** Opening SOURCE INFORMATION block **
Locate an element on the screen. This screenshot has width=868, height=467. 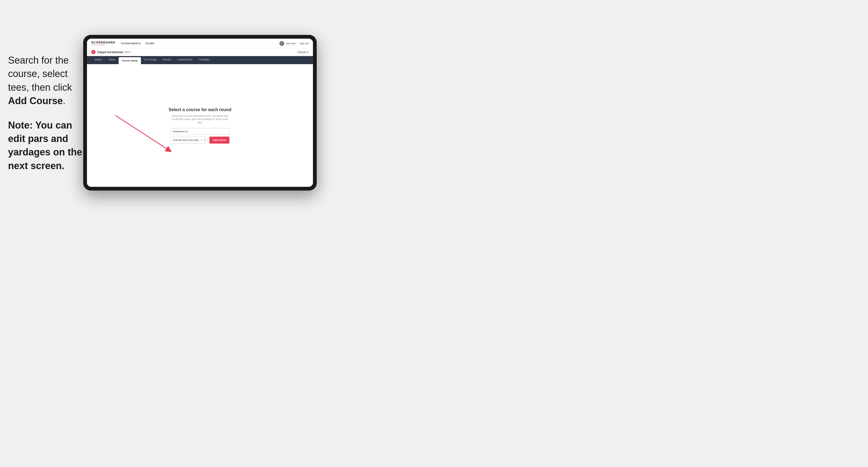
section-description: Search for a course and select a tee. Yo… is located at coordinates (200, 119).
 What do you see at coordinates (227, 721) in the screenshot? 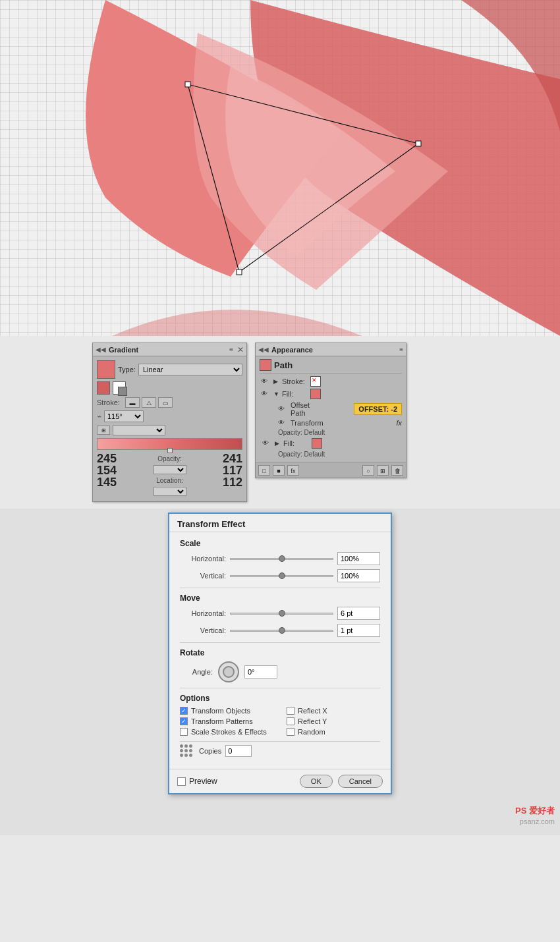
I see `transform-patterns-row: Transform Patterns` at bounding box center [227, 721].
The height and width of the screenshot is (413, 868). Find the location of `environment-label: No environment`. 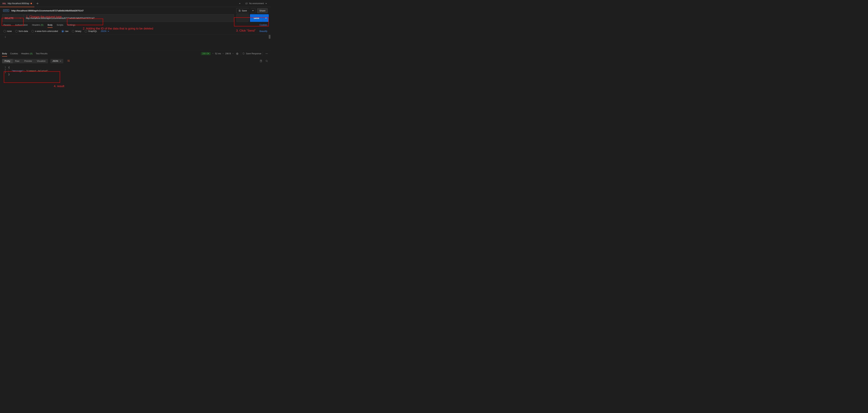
** Closing SOURCE INFORMATION block **
Repeat the entries faithfully. Any picture gets left out.

Locate an element on the screen. This screenshot has width=868, height=467. 
section-description: Search for a course and select a tee. Yo… is located at coordinates (200, 119).
 What do you see at coordinates (227, 721) in the screenshot? 
I see `transform-patterns-row: Transform Patterns` at bounding box center [227, 721].
The height and width of the screenshot is (413, 868). Find the location of `environment-label: No environment`. 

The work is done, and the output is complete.